During a stint as the US Trade Agent in Congo, he’d seen with his own eyes unfettered greed and cruelty as Europeans scrambled to enrich themselves. More than seen, really. He’d done things that he now preferred to keep quiet: burned villages, brutalized men in his employ, stood by while innocent people were killed for acts they had not committed. 

Since then, he’d married, become a father, gained some prudence. He had not, however, mustered the courage to completely cut ties with Leopold. Now he was a breadwinner with what felt like limited options. The financial security of a multiyear contract would be a relief. Surely, family responsibilities mattered more than taking a vaguely humanitarian stand by avoiding any more involvement with the Congo Free State, as his friend Roger Casement had done. If he was honest with himself, he also itched for a challenge. Perhaps he thought he could do better than the other men in the king’s employ. The decision was made: work for Leopold in Africa. 

 This is how I imagine my great-grandfather, Richard Dorsey Mohun, known as Dorsey, in the spring of 1897: a tall, narrow-shouldered man hunched over his desk, weighing his options. His sweat-soaked white shirt hangs limply beneath his stiff collar. The steady pounding of monsoon rains unleashes a torrent down the street outside. He doesn’t notice. By now the discomforts of tropical places seem all too familiar. He has spent the past few years in this job, which he now disdains, sitting in the US consular office in Zanzibar’s Stone Town, writing reports and dealing with the problems of stranded sailors and dwindling American trade. Rich lunches and rounds of drinks at the English Club have softened the boredom but widened his girth. Multiple bouts of malaria bloat his features. He is weary. In photographs from the time, he looks older than his thirty-three years. 

He is not alone in the consular office. Noho bin Omari is there. Dorsey does not understand Swahili or Gujarati or most of the dozen or so languages that echo through Stone Town. He relies on Noho to translate, not just words but meanings. Like many of the Africans with whom Mohun worked, Noho’s voice is elusive. Perhaps his descendants continue to tell Noho’s story. Perhaps the American consul doesn’t matter at all in how they remember their ancestor’s life.1 Ironically, Noho bin Omari’s name survives in US records because Dorsey’s successor initially suspected Noho was a fiction. He believed Dorsey pocketed the money provided by the State Department for translation and invented Noho to cover his tracks. That was before Noho presented himself to the new consul with two years of receipts in hand. 

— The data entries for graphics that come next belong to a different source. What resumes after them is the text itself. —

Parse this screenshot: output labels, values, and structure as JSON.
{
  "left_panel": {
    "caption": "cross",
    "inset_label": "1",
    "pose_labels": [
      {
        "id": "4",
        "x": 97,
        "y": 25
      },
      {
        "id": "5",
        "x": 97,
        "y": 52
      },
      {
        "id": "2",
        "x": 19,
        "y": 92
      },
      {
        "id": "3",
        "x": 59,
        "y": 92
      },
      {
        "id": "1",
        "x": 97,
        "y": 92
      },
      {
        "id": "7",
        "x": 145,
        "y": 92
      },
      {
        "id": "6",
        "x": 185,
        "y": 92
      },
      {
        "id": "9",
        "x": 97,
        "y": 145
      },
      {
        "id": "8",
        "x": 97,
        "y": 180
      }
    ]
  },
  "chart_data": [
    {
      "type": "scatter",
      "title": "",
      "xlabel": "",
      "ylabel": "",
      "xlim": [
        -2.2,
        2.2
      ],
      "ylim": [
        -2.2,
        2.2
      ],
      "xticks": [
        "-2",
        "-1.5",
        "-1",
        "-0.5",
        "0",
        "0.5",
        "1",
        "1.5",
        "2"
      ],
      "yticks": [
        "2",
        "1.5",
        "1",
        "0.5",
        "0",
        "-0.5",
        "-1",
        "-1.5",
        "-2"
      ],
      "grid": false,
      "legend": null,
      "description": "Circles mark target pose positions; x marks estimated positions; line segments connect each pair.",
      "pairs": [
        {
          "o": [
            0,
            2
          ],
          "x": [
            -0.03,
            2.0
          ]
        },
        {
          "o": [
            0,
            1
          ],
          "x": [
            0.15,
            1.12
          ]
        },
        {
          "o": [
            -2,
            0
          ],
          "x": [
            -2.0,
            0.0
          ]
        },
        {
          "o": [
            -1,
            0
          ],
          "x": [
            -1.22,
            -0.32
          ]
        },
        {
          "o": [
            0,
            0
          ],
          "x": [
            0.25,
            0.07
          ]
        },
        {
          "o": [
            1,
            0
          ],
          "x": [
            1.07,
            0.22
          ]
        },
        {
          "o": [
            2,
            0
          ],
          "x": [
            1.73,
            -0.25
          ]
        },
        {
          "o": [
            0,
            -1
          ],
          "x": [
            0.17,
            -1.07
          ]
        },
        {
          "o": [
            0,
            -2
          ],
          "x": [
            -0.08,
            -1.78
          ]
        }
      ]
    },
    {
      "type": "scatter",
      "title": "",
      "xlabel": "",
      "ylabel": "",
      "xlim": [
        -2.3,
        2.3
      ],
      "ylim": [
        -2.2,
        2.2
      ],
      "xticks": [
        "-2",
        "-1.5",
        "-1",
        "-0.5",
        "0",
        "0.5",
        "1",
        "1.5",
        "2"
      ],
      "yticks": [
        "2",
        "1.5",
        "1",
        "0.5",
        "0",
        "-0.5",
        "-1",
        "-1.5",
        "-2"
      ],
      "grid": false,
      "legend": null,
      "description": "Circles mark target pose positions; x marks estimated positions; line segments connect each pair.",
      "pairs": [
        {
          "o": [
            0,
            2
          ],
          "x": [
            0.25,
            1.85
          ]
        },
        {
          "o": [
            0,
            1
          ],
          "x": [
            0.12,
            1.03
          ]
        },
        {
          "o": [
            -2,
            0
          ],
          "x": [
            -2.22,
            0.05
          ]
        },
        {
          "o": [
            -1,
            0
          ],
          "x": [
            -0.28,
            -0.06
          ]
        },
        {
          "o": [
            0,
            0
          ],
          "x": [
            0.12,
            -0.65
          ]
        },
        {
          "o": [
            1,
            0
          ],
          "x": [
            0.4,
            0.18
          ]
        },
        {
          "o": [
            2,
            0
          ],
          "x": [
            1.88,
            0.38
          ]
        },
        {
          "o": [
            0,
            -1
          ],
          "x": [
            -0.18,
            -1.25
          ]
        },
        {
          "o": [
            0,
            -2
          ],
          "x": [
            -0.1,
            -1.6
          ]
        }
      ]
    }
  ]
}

If you dig into the past, you’d better be prepared for what you find there. Initially, I was ill prepared to contend with an ancestor who in-controvertibly and knowingly chose a path along the wrong side of history. I also did not imagine that poking around in family history would yield an extraordinary story of one man’s involvement in one of the most notorious episodes in the European scramble for Africa: the short and brutal tenure of the Congo Free State, an enormous private colony in the center of the continent. Or that his story would reveal the remarkable influence of American money and expertise in the “new imperialism” of the late nineteenth and early twentieth centuries. But it did. As a result, this book is a history of how several generations of Americans shoved their way around Africa, sometimes meaning well but too often leaving a trail of destruction behind them.